Neon Genesis Evangelion The End Of Evangelion 1997 Exclusive !!exclusive!!
Unlocking the Apocalypse: Why "Neon Genesis Evangelion The End of Evangelion 1997 Exclusive" Remains the Ultimate Cinematic Artifact
In the pantheon of animated cinema, few works have provoked, confused, and utterly devastated audiences quite like Neon Genesis Evangelion. But to speak of the TV series alone is to tell only half the story. The true, terrifying, and transcendental conclusion arrived in July 1997 with a film so controversial, so visually stunning, and so psychologically raw that it transcended its medium. We are, of course, talking about Neon Genesis Evangelion: The End of Evangelion.
However, for collectors, hardcore fans, and cinematic historians, there is a holy grail that sits above even the standard release: the Neon Genesis Evangelion The End of Evangelion 1997 exclusive.
What makes this particular version so special? Why, nearly three decades later, do enthusiasts pay thousands of dollars for original memorabilia tied to this specific release? Let’s dive into the history, the controversy, and the exclusive nature of the 1997 phenomenon that changed anime forever.
2. The Mass Production Evas (No Digital Brightening)
When the white, eerie Mass Production Evas descend with their S2 engines and fake Spears of Longinus, the 1997 exclusive graded the shadows to near-pitch black. You cannot see the mechanical details. You see shapes of horror. Later remasters brightened this scene, ruining the claustrophobia. In the original, when Unit-02 is torn apart, the animation desaturates to grayscale—Anno’s signal that hope has been physically drained from the world. neon genesis evangelion the end of evangelion 1997 exclusive
2. The "Resurrection" Midnight Screening Flyer (August 1997)
After the initial run ended, fan demand was so high that Gainax scheduled a single "Resurrection" midnight screening on August 23, 1997, at the Nakano Sun Plaza. This event was exclusive not just in timing but in content. Attendees reported that this specific print had an altered color grade—making the red sea of LCL appear almost black, and the blood of the Mass Production Evas a startling neon green.
The promotional flyer for this single night is perhaps the rarest piece of Evangelion paper memorabilia. It features a grainy, low-contrast image of Asuka’s Unit-02 being torn apart—a image that was deemed too graphic for the standard poster campaign.
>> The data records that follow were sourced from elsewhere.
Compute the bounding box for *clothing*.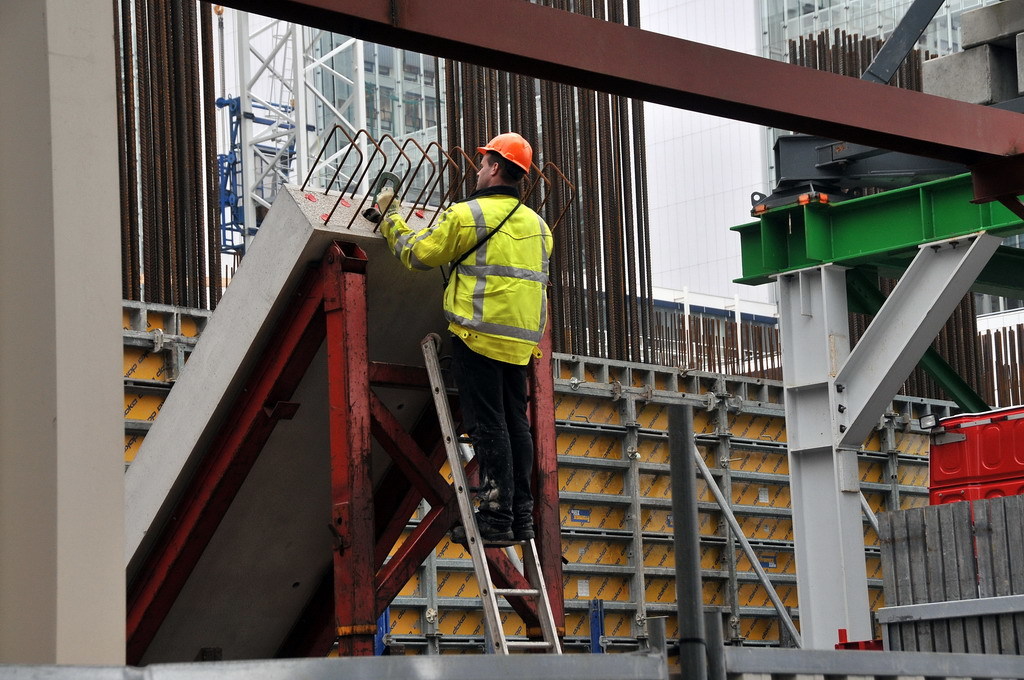
(374,180,549,371).
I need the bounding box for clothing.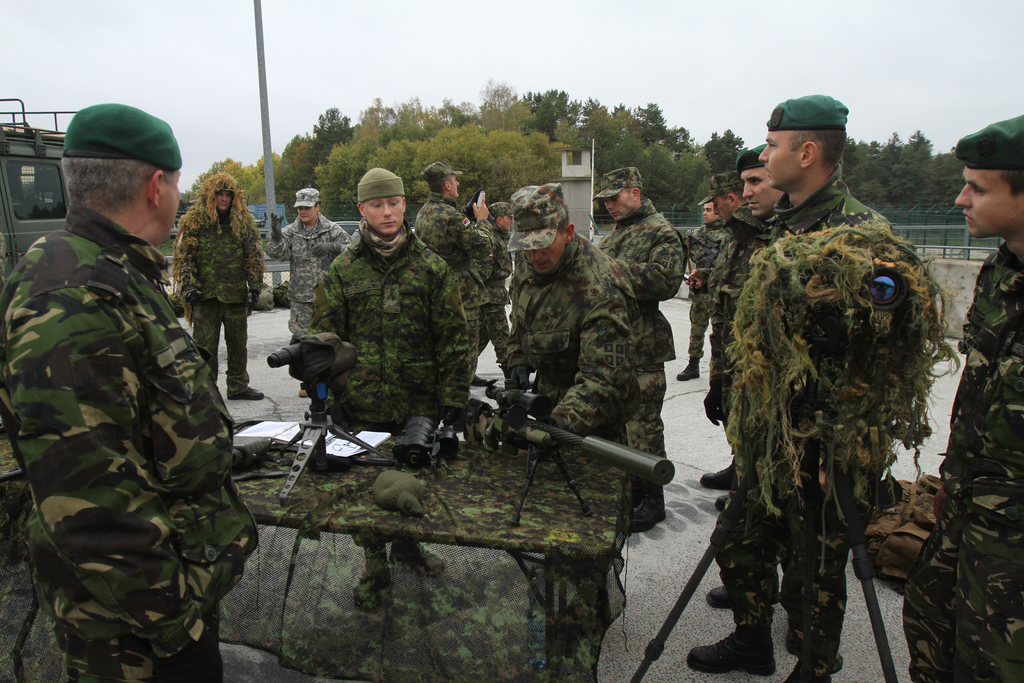
Here it is: bbox=[500, 233, 636, 597].
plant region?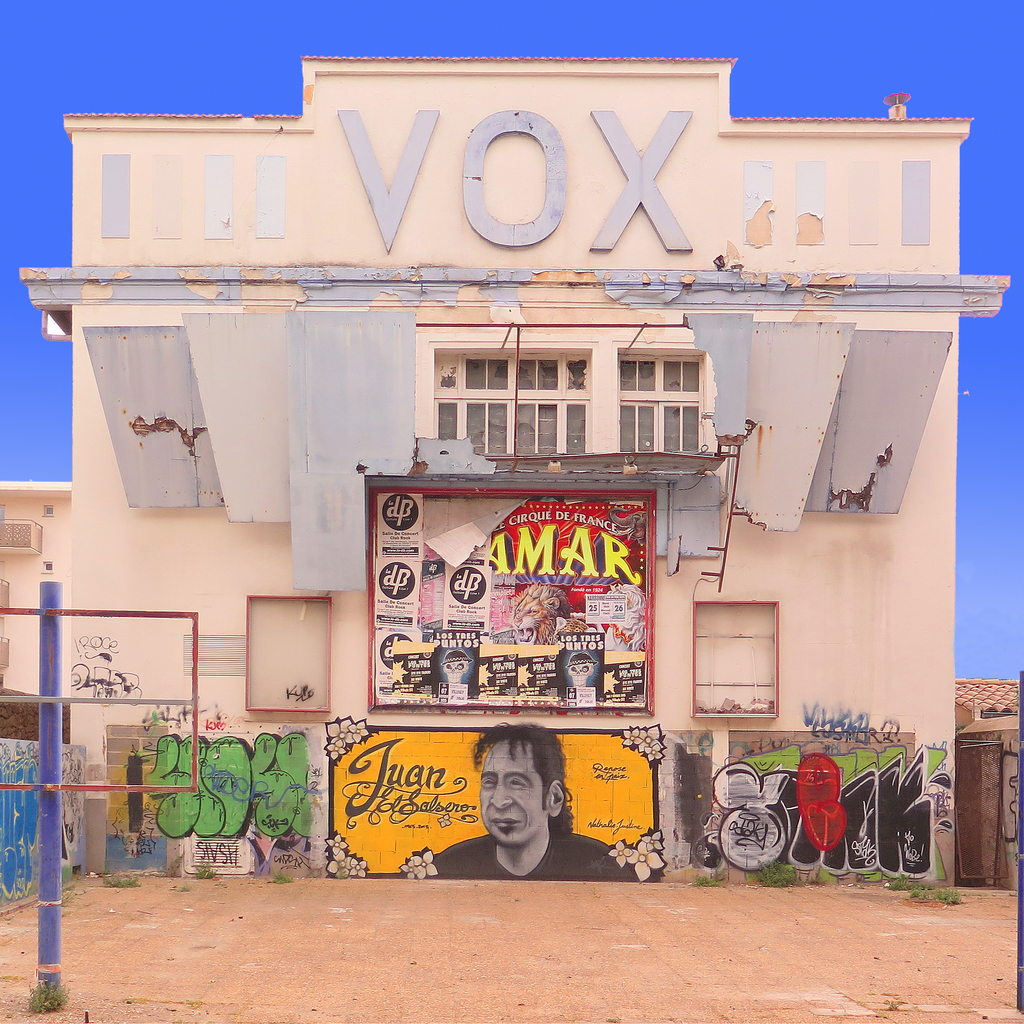
left=758, top=862, right=801, bottom=881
Owning this flyer is literal proof you were part of the "1997 exclusive" trauma live.
The Definition of "Exclusive"
Why use the word "exclusive" for a film widely available today? Because in 1997, The End of Evangelion offered an experience that has never been replicated. Unlocking the Apocalypse: Why "Neon Genesis Evangelion The
It offered exclusively unfiltered honesty. Anno took the depression, the anxiety, and the fear of intimacy that plagued the fanbase and forced them to look at it in high definition. It wasn't a commercial product designed to sell toys (though it did that too); it was a psychological exorcism.
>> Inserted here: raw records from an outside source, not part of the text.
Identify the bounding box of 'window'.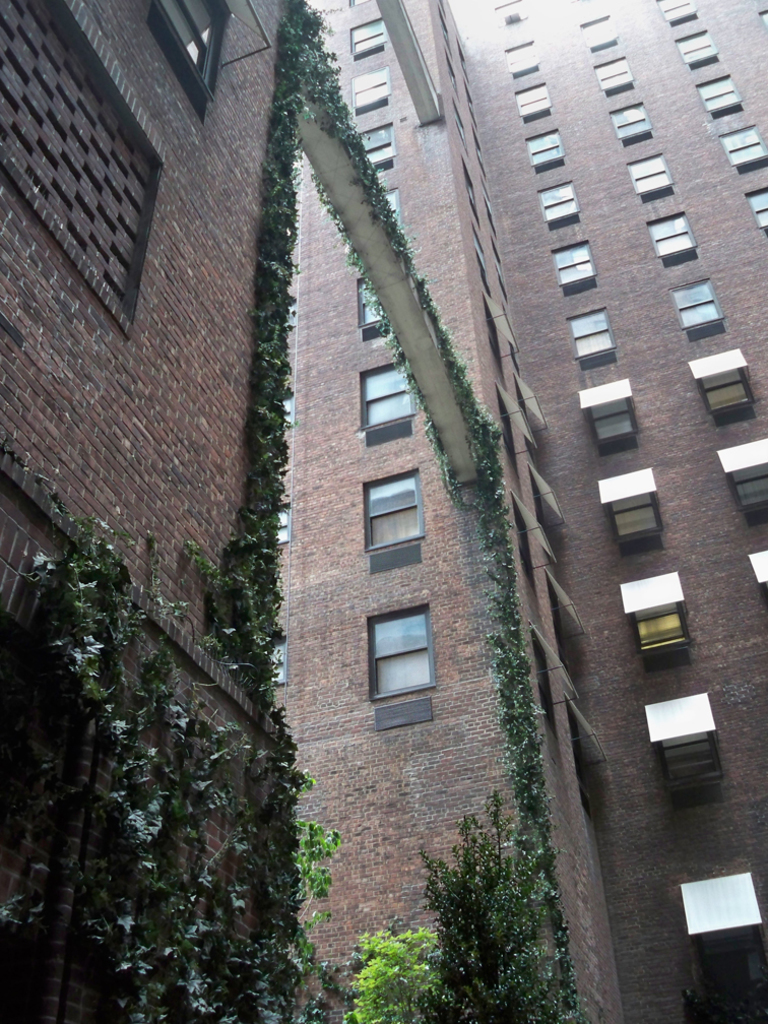
bbox=[460, 47, 469, 74].
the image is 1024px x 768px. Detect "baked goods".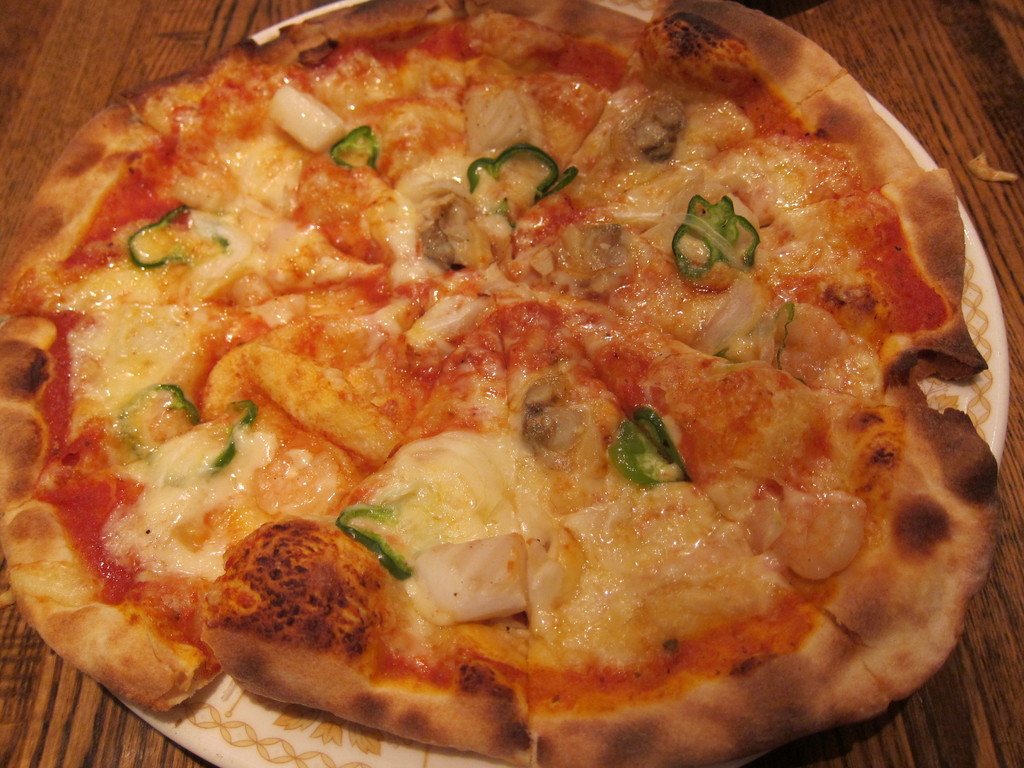
Detection: bbox(0, 0, 1004, 767).
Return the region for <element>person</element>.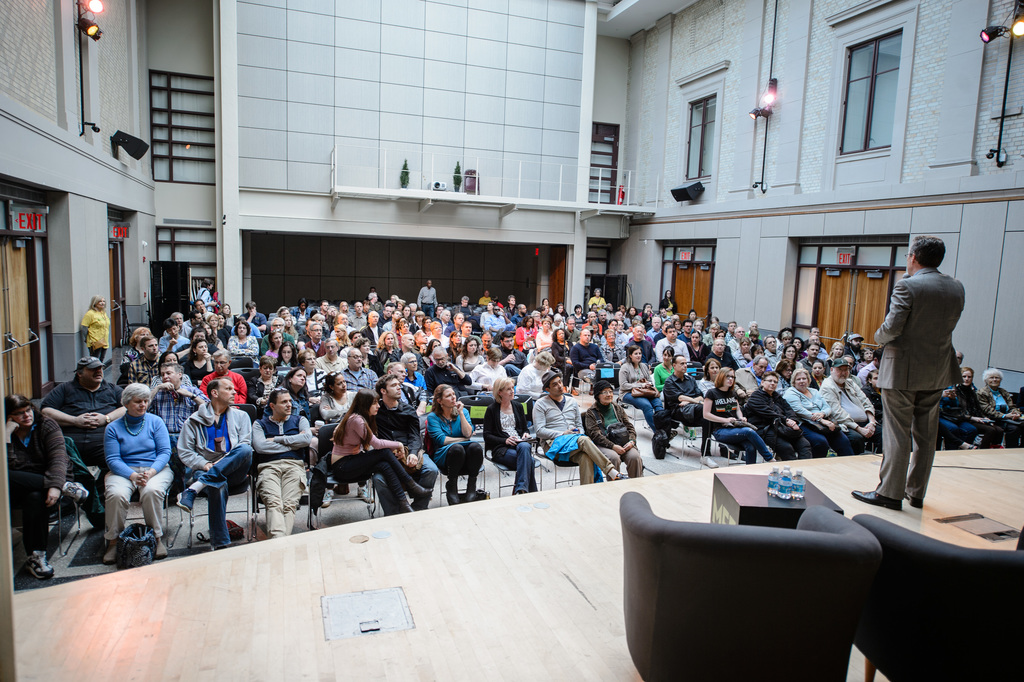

The film concludes with one of the most debated endings in history: Shinji Ikari, choking Asuka on a beach of white sand, surrounded by the graves of the Mass Production Evas. The line, "Kimochi warui" ("I feel sick" or "Disgusting"), delivered by Asuka, remains a riddle wrapped in an enigma.
6. LEGACY: THE UNTOUCHABLE FINALE
- 1997: Booed at Tokyo International Fantastic Film Festival. Anno received a standing ovation while looking like he’d seen a ghost.
- 2000s: Rediscovered as a critique of otaku culture. Shinji is the audience: passive, entitled, afraid of women.
- 2020s: Now hailed as a masterpiece of surrealist cinema. Criterion Collection worthy. Compared to Tarkovsky, Bergman, Lynch.
The Rebuild films (1.0–3.0+1.0) gave us a more hopeful, meta-ending. But they are a response to EoE. They are Anno saying, “Maybe I’ve healed a little.” 1997: Booed at Tokyo International Fantastic Film Festival
But The End of Evangelion is the wound. Raw. Open. Bleeding.
5. THE EXCLUSIVE ANALYSIS: WHY “KIMOCHI WARUI”?
For 29 years, we’ve debated that line. Here’s the definitive read:
Asuka understands. She saw everything Shinji did—the hospital, the fantasy, the cowardice. She also saw his pain. The caress is not forgiveness. It’s acknowledgment. She is saying, “I see you. All of you. And I’m still here.”
The “sick” feeling isn’t disgust at Shinji. It’s the vertigo of real human connection. Real intimacy is messy, ugly, and boundary-violating. The Fanta-sea was clean. This beach is filthy.
Anno’s final message: There is no happy ending. There is no magical fix. There is only two broken people on a ruined planet, choosing to be alone together. That’s love. That’s the opposite of Instrumentality. That’s the most hopeful thing he could imagine.